Monday, Mar. 14, 1983
Within Reach?
Hopes for a breakthrough
All sides cautioned that an agreement was far from imminent. Still, there was a distinct sense last week that a breakthrough in the negotiations for Israel's withdrawal from Lebanon might be in the making. Said a high U.S. official in the Middle East: "It's within reach, but the Israeli Cabinet will have to make some tough decisions." That guardedly optimistic assessment of the trilateral U.S.-Lebanese-Israeli talks was the most hopeful sign yet that U.S. Special Envoy Philip Habib has made progress in bringing the two sides closer together. Late last week Habib flew to Cairo to brief the Egyptian government on the outline of a tentative plan. He then went on to Jerusalem for discussions with Israeli officials before returning to the U.S. for consultations.
American officials said that reports early last week that Israel had agreed to the plan and then reneged were not true. "We have made great headway with the Lebanese," said a State Department aide in Washington, "but Israel has not yet agreed." The U.S., however, has made clear to Israel that it considers the Lebanese positions worked out with Habib "reasonable." The essential terms of Habib's proposal:
-- Normalization of relations between Israel and Lebanon will be negotiated some months after a full troop withdrawal. This would give Lebanon time to work out terms that would not be rejected by other Arab states, which provide sorely needed export markets for Lebanese goods.
-- Border zone security would be handled by joint Lebanese-Israeli inspection teams. The Israeli participants would be garrisoned in Israel rather than in Lebanon, as Israel had proposed. The U.S. backs the Lebanese position that Israeli security does not require the presence of Israeli troops on Lebanese soil. Lebanon probably would not object to a 28-mile zone north of the Israeli border that has been demanded by Israel.
-- The border itself would be patrolled by the regular Lebanese army. The militia of Major Saad Haddad, Israel's Lebanese surrogate in the border area for the past six years, would be disbanded. Haddad would be "treated honorably" and given military retirement or a diplomatic post.
-- UNIFIL, the United Nations peacekeeping force that now polices the border, would be moved north to assist the Lebanese army in guarding the Palestinian refugee camps at Sidon and Tyre. There is an urgent need for more protection for the Palestinians. Authorities report an increasing number of kidnapings and murders of Palestinians believed to be the work of Phalangist militiamen, and there are widespread fears that the stage is being set for another massacre like that at the Beirut camps last September.
Many details of a final agreement must still be worked out, particularly the terms for withdrawal of Syrian and Palestinian forces. Yasser Arafat, chairman of the Palestine Liberation Organization, has said that he will not pull out his forces before the Syrians go, and the Syrians have said they will not leave before the Israelis. That means mutual and simultaneous withdrawal of all forces will probably have to be arranged. Still, there was a palpable feeling of optimism among Lebanese officials last week. The ball now appeared to be in Israel's court. The Israeli Cabinet "may have to climb down from some of its strongly held public positions," cautioned an American official. But the Israelis have been cooperative in the past month, he said, adding, "They want to get out of there."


▶ _Task description_
All of the data is to be restated word for word.

▶ _Records for processing_
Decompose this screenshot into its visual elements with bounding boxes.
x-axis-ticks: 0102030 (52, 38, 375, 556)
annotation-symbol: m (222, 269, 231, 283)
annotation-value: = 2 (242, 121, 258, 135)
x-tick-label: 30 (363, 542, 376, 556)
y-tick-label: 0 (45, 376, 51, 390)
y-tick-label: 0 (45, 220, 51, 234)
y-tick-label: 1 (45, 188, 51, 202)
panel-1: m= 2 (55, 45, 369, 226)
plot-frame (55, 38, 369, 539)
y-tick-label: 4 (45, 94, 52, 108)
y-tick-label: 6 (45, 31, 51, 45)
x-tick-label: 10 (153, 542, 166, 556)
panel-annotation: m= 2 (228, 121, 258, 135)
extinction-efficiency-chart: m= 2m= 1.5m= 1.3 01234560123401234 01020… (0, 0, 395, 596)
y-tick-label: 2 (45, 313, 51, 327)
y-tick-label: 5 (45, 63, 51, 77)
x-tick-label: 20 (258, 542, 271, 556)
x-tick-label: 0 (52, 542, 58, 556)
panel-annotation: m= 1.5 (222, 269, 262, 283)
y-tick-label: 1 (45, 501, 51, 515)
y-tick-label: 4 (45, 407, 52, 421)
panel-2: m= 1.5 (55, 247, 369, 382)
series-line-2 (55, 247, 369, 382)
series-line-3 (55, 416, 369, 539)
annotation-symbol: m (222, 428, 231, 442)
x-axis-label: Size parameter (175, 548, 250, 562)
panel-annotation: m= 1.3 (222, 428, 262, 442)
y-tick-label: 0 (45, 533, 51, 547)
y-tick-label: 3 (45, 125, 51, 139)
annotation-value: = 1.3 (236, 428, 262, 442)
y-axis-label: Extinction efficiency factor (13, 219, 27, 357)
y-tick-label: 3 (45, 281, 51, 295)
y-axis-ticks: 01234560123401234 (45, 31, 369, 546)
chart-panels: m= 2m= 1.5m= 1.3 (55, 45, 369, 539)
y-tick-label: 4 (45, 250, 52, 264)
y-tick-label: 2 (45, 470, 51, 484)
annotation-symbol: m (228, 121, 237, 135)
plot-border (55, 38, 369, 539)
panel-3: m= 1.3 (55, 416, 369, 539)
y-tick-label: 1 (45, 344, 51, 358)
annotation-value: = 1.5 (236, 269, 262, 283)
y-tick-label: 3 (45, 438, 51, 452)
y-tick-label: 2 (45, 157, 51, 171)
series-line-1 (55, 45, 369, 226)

▶ _Task result_
Decompose this screenshot into its visual elements with bounding boxes.
x-axis-ticks: 0102030 (52, 38, 375, 556)
annotation-symbol: m (222, 269, 231, 283)
annotation-value: = 2 (242, 121, 258, 135)
x-tick-label: 30 (363, 542, 376, 556)
y-tick-label: 0 (45, 376, 51, 390)
y-tick-label: 0 (45, 220, 51, 234)
y-tick-label: 1 (45, 188, 51, 202)
panel-1: m= 2 (55, 45, 369, 226)
plot-frame (55, 38, 369, 539)
y-tick-label: 4 (45, 94, 52, 108)
y-tick-label: 6 (45, 31, 51, 45)
x-tick-label: 10 (153, 542, 166, 556)
panel-annotation: m= 2 (228, 121, 258, 135)
extinction-efficiency-chart: m= 2m= 1.5m= 1.3 01234560123401234 01020… (0, 0, 395, 596)
y-tick-label: 2 (45, 313, 51, 327)
y-tick-label: 5 (45, 63, 51, 77)
x-tick-label: 20 (258, 542, 271, 556)
x-tick-label: 0 (52, 542, 58, 556)
panel-annotation: m= 1.5 (222, 269, 262, 283)
y-tick-label: 1 (45, 501, 51, 515)
y-tick-label: 4 (45, 407, 52, 421)
panel-2: m= 1.5 (55, 247, 369, 382)
series-line-2 (55, 247, 369, 382)
series-line-3 (55, 416, 369, 539)
annotation-symbol: m (222, 428, 231, 442)
x-axis-label: Size parameter (175, 548, 250, 562)
panel-annotation: m= 1.3 (222, 428, 262, 442)
y-tick-label: 0 (45, 533, 51, 547)
y-tick-label: 3 (45, 125, 51, 139)
annotation-value: = 1.3 (236, 428, 262, 442)
y-axis-label: Extinction efficiency factor (13, 219, 27, 357)
y-tick-label: 3 (45, 281, 51, 295)
y-axis-ticks: 01234560123401234 (45, 31, 369, 546)
chart-panels: m= 2m= 1.5m= 1.3 (55, 45, 369, 539)
y-tick-label: 4 (45, 250, 52, 264)
y-tick-label: 2 (45, 470, 51, 484)
annotation-symbol: m (228, 121, 237, 135)
plot-border (55, 38, 369, 539)
panel-3: m= 1.3 (55, 416, 369, 539)
y-tick-label: 1 (45, 344, 51, 358)
annotation-value: = 1.5 (236, 269, 262, 283)
y-tick-label: 3 (45, 438, 51, 452)
y-tick-label: 2 (45, 157, 51, 171)
series-line-1 (55, 45, 369, 226)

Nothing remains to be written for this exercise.